Our article describes the materials science needed to make these robust conductors. We show them to be stable to washing, rubbing, human sweat and a lot of wear and tear.

Trisha Andrew, Materials Scientist, University of Massachusetts Amherst

PEDOT coating did not alter the feel of any fabric as determined by touch with bare hands before and after coating. Coating did not increase fabric weight by more than 2%. The work was supported by The Air Force Office of Scientific Research.

Until recently, Andrew and Zhang point out, Textile Scientists have attempted to use vapor deposition due to technical issues and high cost of scaling up from the laboratory.

However, over the past 10 years, industries like mechanical component makers and carpet manufacturers have proved that the technology can be scaled up and remain cost-effective. The Researchers explain that their invention also helps to overcome the problem of power-generating electronics mounted on plastic or cladded, veneer-like fibers that make garments less flexible and/or heavier than off-the-shelf clothing, no matter how flexible or thin these device arrays are.

There is strong motivation to use something that is already familiar, such as cotton/silk thread, fabrics and clothes, and imperceptibly adapting it to a new technological application. This is a huge leap for consumer products, if you don’t have to convince people to wear something different than what they are already wearing.

Trisha Andrew, Materials Scientist, University of Massachusetts Amherst

Andrew adds that the test results were sometimes a surprise. “You’d be amazed how much stress your clothes go through until you try to make a coating that will survive a shirt being pulled over the head. The stress can be huge, up to a thousand newtons of force. For comparison, one footstep is equal to about 10 newtons, so it’s yanking hard. If your coating is not stable, a single pull like that will flake it all off. That’s why we had to show that we could bend it, rub it and torture it. That is a very powerful requirement to move forward.”

Andrew is Director of wearable electronics at the Center for Personalized Health Monitoring in UMass Amherst’s Institute of Applied Life Sciences (IALS). Since the fundamental work reported this month has been completed, her lab has also developed a wearable heart rate monitor with an off-the-shelf fitness bra. Eight monitoring electrodes were added to this bra. Her lab also plans to test this bra with volunteers on a treadmill at the IALS human movement facility.

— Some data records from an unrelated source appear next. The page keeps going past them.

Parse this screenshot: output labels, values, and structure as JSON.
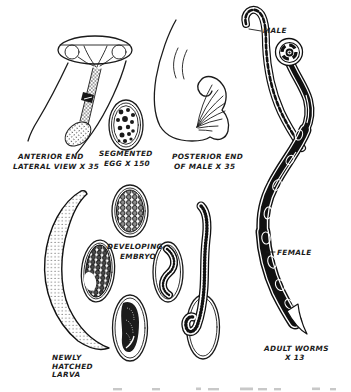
{
  "figure": {
    "colors": {
      "ink": "#1b1b1b",
      "paper": "#ffffff",
      "remnant": "#b5b5b5"
    },
    "labels": {
      "anterior": [
        "ANTERIOR END",
        "LATERAL VIEW X 35"
      ],
      "segmented_egg": [
        "SEGMENTED",
        "EGG X 150"
      ],
      "posterior": [
        "POSTERIOR END",
        "OF MALE  X 35"
      ],
      "male": "MALE",
      "female": "FEMALE",
      "developing_embryo": [
        "DEVELOPING",
        "EMBRYO"
      ],
      "newly_hatched_larva": [
        "NEWLY",
        "HATCHED",
        "LARVA"
      ],
      "adult_worms": [
        "ADULT WORMS",
        "X 13"
      ]
    }
  }
}
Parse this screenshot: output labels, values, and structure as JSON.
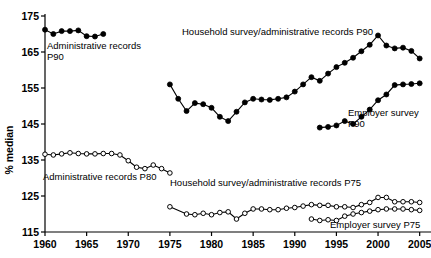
{
  "chart_data": {
    "type": "line",
    "title": "",
    "xlabel": "",
    "ylabel": "% median",
    "xlim": [
      1960,
      2006
    ],
    "ylim": [
      115,
      175
    ],
    "xticks": [
      1960,
      1965,
      1970,
      1975,
      1980,
      1985,
      1990,
      1995,
      2000,
      2005
    ],
    "yticks": [
      115,
      125,
      135,
      145,
      155,
      165,
      175
    ],
    "xtick_labels": [
      "1960",
      "1965",
      "1970",
      "1975",
      "1980",
      "1985",
      "1990",
      "1995",
      "2000",
      "2005"
    ],
    "ytick_labels": [
      "115",
      "125",
      "135",
      "145",
      "155",
      "165",
      "175"
    ],
    "grid": false,
    "legend": "annotations-inline",
    "series": [
      {
        "name": "Administrative records P90",
        "marker": "filled-circle",
        "label": "Administrative records\nP90",
        "label_line1": "Administrative records",
        "label_line2": "P90",
        "x": [
          1960,
          1961,
          1962,
          1963,
          1964,
          1965,
          1966,
          1967
        ],
        "values": [
          171.2,
          170.0,
          170.8,
          170.8,
          171.0,
          169.4,
          169.3,
          170.0
        ]
      },
      {
        "name": "Household survey/administrative records P90",
        "marker": "filled-circle",
        "label": "Household survey/administrative records P90",
        "x": [
          1975,
          1976,
          1977,
          1978,
          1979,
          1980,
          1981,
          1982,
          1983,
          1984,
          1985,
          1986,
          1987,
          1988,
          1989,
          1990,
          1991,
          1992,
          1993,
          1994,
          1995,
          1996,
          1997,
          1998,
          1999,
          2000,
          2001,
          2002,
          2003,
          2004,
          2005
        ],
        "values": [
          156.0,
          152.0,
          148.6,
          150.8,
          150.5,
          149.5,
          147.0,
          145.8,
          148.4,
          151.0,
          152.0,
          151.8,
          151.7,
          152.0,
          152.4,
          154.0,
          156.0,
          158.0,
          157.0,
          159.0,
          160.8,
          162.0,
          163.4,
          165.2,
          167.0,
          169.6,
          166.8,
          166.0,
          166.2,
          165.3,
          163.2
        ]
      },
      {
        "name": "Employer survey P90",
        "marker": "filled-circle",
        "label": "Employer survey\nP90",
        "label_line1": "Employer survey",
        "label_line2": "P90",
        "x": [
          1993,
          1994,
          1995,
          1996,
          1997,
          1998,
          1999,
          2000,
          2001,
          2002,
          2003,
          2004,
          2005
        ],
        "values": [
          144.0,
          144.2,
          144.6,
          145.8,
          145.0,
          147.0,
          149.0,
          151.6,
          153.2,
          155.8,
          156.0,
          156.1,
          156.3
        ]
      },
      {
        "name": "Administrative records P80",
        "marker": "open-circle",
        "label": "Administrative records P80",
        "x": [
          1960,
          1961,
          1962,
          1963,
          1964,
          1965,
          1966,
          1967,
          1968,
          1969,
          1970,
          1971,
          1972,
          1973,
          1974,
          1975
        ],
        "values": [
          136.6,
          136.4,
          136.7,
          137.0,
          136.8,
          136.7,
          136.7,
          136.8,
          136.8,
          136.4,
          134.8,
          133.0,
          132.6,
          133.6,
          132.6,
          131.4
        ]
      },
      {
        "name": "Household survey/administrative records P75",
        "marker": "open-circle",
        "label": "Household survey/administrative records P75",
        "x": [
          1975,
          1977,
          1978,
          1979,
          1980,
          1981,
          1982,
          1983,
          1984,
          1985,
          1986,
          1987,
          1988,
          1989,
          1990,
          1991,
          1992,
          1993,
          1994,
          1995,
          1996,
          1997,
          1998,
          1999,
          2000,
          2001,
          2002,
          2003,
          2004,
          2005
        ],
        "values": [
          122.0,
          120.0,
          119.8,
          120.2,
          119.8,
          120.4,
          120.6,
          118.6,
          120.2,
          121.4,
          121.4,
          121.2,
          121.2,
          121.6,
          121.8,
          122.2,
          122.6,
          122.4,
          122.4,
          122.0,
          122.0,
          121.8,
          122.6,
          123.2,
          124.6,
          124.6,
          123.4,
          123.4,
          123.4,
          123.2
        ]
      },
      {
        "name": "Employer survey P75",
        "marker": "open-circle",
        "label": "Employer survey P75",
        "x": [
          1992,
          1993,
          1994,
          1995,
          1996,
          1997,
          1998,
          1999,
          2000,
          2001,
          2002,
          2003,
          2004,
          2005
        ],
        "values": [
          118.6,
          118.2,
          118.4,
          118.2,
          119.4,
          120.0,
          120.4,
          120.8,
          121.2,
          121.4,
          121.4,
          121.4,
          121.2,
          121.0
        ]
      }
    ],
    "annotations": [
      {
        "name": "annotation-admin-p90",
        "text_line1": "Administrative records",
        "text_line2": "P90",
        "x": 47,
        "y": 49
      },
      {
        "name": "annotation-household-p90",
        "text_line1": "Household survey/administrative records P90",
        "text_line2": "",
        "x": 182,
        "y": 35
      },
      {
        "name": "annotation-employer-p90",
        "text_line1": "Employer survey",
        "text_line2": "P90",
        "x": 348,
        "y": 116
      },
      {
        "name": "annotation-admin-p80",
        "text_line1": "Administrative records P80",
        "text_line2": "",
        "x": 43,
        "y": 180
      },
      {
        "name": "annotation-household-p75",
        "text_line1": "Household survey/administrative records P75",
        "text_line2": "",
        "x": 170,
        "y": 186
      },
      {
        "name": "annotation-employer-p75",
        "text_line1": "Employer survey P75",
        "text_line2": "",
        "x": 330,
        "y": 228
      }
    ]
  },
  "axis": {
    "y_title": "% median"
  }
}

Andrew explains that a hospital heart rate monitor comprises of 12 electrodes, while the currently popular wrist-worn fitness devices have one, which indeed makes them prone to false positives. In the future, they will be testing a bra with eight electrodes, alone and worn with leggings that add four more electrodes, against a control in order to observe if sensors can match the sensitivity and accuracy of what a hospital can do. As noted by the Authors in their paper, body-worn, flexible electronics represent a frontier of human interface devices that bring about the possibility of improved performance and physiological monitoring.

For the future, Andrew says, “We’re working on taking any garment you give us and turning it into a solar cell so that as you are walking around the sunlight that hits your clothes can be stored in a battery or be plugged in to power a small electronic device.”

Andrew and Zhang believe their vapor coating is capable of sticking to fabrics by a process known as surface grafting, which takes advantage of free bonds hanging on the surface chemically bonding to one end of the polymer coating, however they are yet to investigate this in great detail.